Friday, August 18, 2006

In Mourning

Two current major issues are damaging the country. The first is the continuing killings of activists and journalists, which have worried and enraged the international community. The other is the reported leakage on nursing board examinations held last June.

To civil libertarians and human rights advocates such as the UK-based Amnesty International, no persons deserve to die for their political affiliation. But as we are writing this column, a farmer-leader in Obando, Bulacan was reportedly killed allegedly for his affiliation with a farmers’ group, which the military had identified with the Left.

“It should be a deep embarrassment to the government that people in the Philippines cannot freely exercise their rights of political expression and association,” said Tim Parritt, Southeast Asia researcher at Amnesty International in a report that came out August 16.

But a “deep embarrassment” apparently is not part of the conscience of those behind Ms Arroyo’s one-billion-peso campaign to finish off the 37-year old communist insurgency in this Southeast Asian nation. Killings, maiming, and sowing fear continue. So for fear of their lives, villagers in Central Luzon and Cagayan Valley are now rushing to get community tax certificates or cedulas, lest they be mistaken for being New People’s Army guerrillas.

The anti-insurgency drive should be directed at the NPA guerillas, who are definitely armed. And the fighting should be done in the hills. But spare the simple farmer who toils and helps produce food for this agricultural country. Spare the community-based doctor who opted to serve the helpless and the needy; otherwise, he would take up nursing and join the legions of Filipinos leaving the country.

Sadly, the sitting ducks of this anti-insurgency campaign are those legitimate community-based leaders of farmers, workers, indigenous peoples and students, who are exercising their constitutional rights of dissent and peaceful assembly. This worries Amnesty International and even the international church community, which has also denounced the killings of pastors, church workers and lay leaders involved in justice and peace ministries.

Given this situation, some members of the diplomatic community are contemplating of advising their investors not to do business in the Philippines, according to sources. This is akin to some international campaign not to investment in Burma because of its iron-fist rule and widespread human rights violations. The message of the diplomatic community for Ms Arroyo is clear -- the rule of law, and not of men, should be restored in this supposed democracy in Southeast Asia. Otherwise, they won’t do business with us.

The leakage in the last nursing board examinations is also giving us a bad name. It continues to help project the image that we are a nation of cheats. Honesty, as one song says, is such a lonely word, which may be true to many of us from the lowly to the mighty in this troubled land. For its rarity, a news story about an ordinary cab driver returning a wallet or package left by a passenger gets front page or prominent air time. If honesty is part of our psyche and everyday lives, an honest taxi driver should be as common as the common tao. And this should not be news any more.

Honesty is also a lonely word among those who hold power. We have yet to clear the air about unanswered questions over alleged electoral fraud in 2004. These unanswered questions contained in the “Hello Garci” tapes and followed by the “I’m-sorry-for-lapses-in-judgment” presidential confession continue to put into question the legitimacy of Ms Arroyo.

These lingering unanswered questions about Ms Arroyo’s legitimacy are holding her down. Unless these questions are sufficiently cleared, it would be hard for this country to move on. Unfortunately, those who continue to question and challenge Ms Arroyo’s legitimacy under the democratic principles of free expression and right of dissent now fear for their lives. We thought Ferdinand Marcos was long dead and gone in 1986. Apparently, the ghost of those dark martial law years has resurrected from the dead. Now we are again in mourning, and the international community sympathizes with our loss – the loss of our democracy.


What you return should be exactly the lines from the one containing "Frame <b>train</b> in a box." down to the final line of the listing, with nothing else.
Content starts
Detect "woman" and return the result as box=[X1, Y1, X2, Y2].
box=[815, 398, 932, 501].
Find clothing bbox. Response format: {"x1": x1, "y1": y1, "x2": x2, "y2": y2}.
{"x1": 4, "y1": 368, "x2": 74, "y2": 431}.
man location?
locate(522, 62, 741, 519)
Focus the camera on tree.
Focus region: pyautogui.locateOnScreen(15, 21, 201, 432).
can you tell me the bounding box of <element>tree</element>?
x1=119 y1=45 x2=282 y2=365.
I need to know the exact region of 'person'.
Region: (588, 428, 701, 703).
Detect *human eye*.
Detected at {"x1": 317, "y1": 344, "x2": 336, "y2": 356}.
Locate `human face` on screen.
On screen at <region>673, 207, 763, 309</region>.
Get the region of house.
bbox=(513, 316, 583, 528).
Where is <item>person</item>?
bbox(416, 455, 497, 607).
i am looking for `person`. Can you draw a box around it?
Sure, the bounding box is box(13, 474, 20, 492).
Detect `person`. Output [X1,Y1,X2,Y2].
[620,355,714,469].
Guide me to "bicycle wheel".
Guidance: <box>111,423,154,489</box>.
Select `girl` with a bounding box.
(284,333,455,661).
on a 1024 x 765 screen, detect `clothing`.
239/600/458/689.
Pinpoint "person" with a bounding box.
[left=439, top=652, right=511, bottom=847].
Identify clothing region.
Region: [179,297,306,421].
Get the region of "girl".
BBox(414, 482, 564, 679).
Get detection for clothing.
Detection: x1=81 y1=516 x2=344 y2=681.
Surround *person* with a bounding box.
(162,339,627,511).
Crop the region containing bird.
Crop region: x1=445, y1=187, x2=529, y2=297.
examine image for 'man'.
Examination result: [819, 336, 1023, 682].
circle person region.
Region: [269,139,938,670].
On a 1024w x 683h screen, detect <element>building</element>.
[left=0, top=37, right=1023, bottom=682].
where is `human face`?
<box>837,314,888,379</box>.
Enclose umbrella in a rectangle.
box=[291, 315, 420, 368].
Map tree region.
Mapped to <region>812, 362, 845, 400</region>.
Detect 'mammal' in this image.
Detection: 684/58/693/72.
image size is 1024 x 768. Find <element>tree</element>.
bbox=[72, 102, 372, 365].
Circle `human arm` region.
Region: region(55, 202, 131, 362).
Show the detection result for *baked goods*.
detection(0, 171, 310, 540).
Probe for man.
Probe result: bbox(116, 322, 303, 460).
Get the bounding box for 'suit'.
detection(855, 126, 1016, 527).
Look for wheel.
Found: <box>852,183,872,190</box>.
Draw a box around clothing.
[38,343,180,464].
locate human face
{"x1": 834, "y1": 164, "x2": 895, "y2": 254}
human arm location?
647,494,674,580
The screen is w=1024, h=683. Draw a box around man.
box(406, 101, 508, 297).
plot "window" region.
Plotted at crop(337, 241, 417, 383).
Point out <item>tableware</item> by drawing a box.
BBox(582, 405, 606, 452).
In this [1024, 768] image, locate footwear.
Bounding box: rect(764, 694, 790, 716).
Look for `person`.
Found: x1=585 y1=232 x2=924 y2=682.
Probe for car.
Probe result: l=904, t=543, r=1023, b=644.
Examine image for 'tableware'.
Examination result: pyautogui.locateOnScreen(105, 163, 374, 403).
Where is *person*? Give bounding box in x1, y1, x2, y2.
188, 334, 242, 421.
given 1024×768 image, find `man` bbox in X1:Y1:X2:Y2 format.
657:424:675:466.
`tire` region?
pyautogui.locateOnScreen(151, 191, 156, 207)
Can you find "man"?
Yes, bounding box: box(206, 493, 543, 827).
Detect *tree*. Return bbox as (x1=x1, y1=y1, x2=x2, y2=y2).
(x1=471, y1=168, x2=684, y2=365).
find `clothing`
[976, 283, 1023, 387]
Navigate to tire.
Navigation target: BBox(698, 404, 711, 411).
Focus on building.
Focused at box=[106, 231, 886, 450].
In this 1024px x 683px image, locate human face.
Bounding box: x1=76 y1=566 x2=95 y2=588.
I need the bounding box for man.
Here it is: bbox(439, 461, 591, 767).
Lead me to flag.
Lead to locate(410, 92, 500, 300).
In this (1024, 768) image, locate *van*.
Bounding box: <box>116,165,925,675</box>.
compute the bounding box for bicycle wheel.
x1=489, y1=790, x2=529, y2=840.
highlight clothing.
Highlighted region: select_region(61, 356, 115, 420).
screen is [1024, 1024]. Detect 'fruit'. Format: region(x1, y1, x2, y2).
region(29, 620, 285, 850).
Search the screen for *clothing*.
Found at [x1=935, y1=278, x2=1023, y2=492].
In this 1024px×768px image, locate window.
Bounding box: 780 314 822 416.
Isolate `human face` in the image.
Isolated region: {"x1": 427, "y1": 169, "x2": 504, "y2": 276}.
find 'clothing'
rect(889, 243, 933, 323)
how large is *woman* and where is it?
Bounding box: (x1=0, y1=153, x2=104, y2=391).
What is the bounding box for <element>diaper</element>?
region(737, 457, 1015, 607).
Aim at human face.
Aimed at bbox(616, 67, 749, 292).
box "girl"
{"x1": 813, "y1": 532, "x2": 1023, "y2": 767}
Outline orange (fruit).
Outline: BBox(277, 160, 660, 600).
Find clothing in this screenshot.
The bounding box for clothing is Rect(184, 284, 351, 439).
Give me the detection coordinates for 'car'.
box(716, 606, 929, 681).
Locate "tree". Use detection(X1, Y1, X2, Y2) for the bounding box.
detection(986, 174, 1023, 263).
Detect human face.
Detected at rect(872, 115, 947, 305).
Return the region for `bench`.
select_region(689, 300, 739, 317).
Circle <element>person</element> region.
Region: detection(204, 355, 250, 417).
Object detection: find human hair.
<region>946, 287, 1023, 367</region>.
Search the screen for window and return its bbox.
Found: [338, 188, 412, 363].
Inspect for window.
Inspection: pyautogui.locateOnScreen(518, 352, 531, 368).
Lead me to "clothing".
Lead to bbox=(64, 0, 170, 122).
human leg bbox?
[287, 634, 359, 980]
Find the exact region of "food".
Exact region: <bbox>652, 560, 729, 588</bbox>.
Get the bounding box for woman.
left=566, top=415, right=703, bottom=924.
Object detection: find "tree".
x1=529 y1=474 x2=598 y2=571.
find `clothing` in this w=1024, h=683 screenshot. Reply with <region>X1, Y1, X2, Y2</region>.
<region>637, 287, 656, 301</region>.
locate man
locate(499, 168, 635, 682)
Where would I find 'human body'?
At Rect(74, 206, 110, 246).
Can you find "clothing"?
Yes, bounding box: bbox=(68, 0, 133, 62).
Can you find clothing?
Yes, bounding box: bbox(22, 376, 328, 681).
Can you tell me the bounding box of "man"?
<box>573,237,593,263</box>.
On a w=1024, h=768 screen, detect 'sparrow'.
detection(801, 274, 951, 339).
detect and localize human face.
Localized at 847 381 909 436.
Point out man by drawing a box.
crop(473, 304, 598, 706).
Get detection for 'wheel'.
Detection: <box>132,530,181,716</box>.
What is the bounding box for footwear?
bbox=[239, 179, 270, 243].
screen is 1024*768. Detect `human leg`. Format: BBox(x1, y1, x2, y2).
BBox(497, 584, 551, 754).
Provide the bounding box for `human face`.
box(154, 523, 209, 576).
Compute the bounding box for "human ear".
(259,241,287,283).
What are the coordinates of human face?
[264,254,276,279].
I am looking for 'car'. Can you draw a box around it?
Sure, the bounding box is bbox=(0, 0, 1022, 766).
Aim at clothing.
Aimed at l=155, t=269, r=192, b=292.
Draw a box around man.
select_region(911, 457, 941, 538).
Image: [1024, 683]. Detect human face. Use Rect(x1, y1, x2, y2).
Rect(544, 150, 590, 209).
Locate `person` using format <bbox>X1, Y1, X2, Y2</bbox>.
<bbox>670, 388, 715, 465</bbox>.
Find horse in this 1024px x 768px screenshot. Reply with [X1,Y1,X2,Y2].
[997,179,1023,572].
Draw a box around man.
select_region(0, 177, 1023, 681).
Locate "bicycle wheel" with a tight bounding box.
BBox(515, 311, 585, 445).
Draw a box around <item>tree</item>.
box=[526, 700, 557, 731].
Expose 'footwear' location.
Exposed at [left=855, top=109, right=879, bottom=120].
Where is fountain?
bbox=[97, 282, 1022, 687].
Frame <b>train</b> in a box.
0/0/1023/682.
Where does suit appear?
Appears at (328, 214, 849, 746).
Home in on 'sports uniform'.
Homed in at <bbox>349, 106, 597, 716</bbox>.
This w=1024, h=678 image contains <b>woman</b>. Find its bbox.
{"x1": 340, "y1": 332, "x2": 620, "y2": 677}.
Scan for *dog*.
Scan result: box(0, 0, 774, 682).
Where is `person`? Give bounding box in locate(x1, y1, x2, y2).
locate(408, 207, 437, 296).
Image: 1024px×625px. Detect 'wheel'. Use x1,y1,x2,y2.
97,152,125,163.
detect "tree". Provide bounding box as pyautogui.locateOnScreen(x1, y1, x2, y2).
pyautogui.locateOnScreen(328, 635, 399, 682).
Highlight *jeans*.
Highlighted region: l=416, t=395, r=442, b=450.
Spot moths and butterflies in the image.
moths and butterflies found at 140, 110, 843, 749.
Content ends
** Response to this exercise **
Frame <b>train</b> in a box.
0/0/1023/682.
Where does suit appear?
Appears at (328, 214, 849, 746).
Home in on 'sports uniform'.
Homed in at <bbox>349, 106, 597, 716</bbox>.
This w=1024, h=678 image contains <b>woman</b>. Find its bbox.
{"x1": 340, "y1": 332, "x2": 620, "y2": 677}.
Scan for *dog*.
Scan result: box(0, 0, 774, 682).
Where is `person`? Give bounding box in locate(x1, y1, x2, y2).
locate(408, 207, 437, 296).
Image: 1024px×625px. Detect 'wheel'. Use x1,y1,x2,y2.
97,152,125,163.
detect "tree". Provide bounding box as pyautogui.locateOnScreen(x1, y1, x2, y2).
pyautogui.locateOnScreen(328, 635, 399, 682).
Highlight *jeans*.
Highlighted region: l=416, t=395, r=442, b=450.
Spot moths and butterflies in the image.
moths and butterflies found at 140, 110, 843, 749.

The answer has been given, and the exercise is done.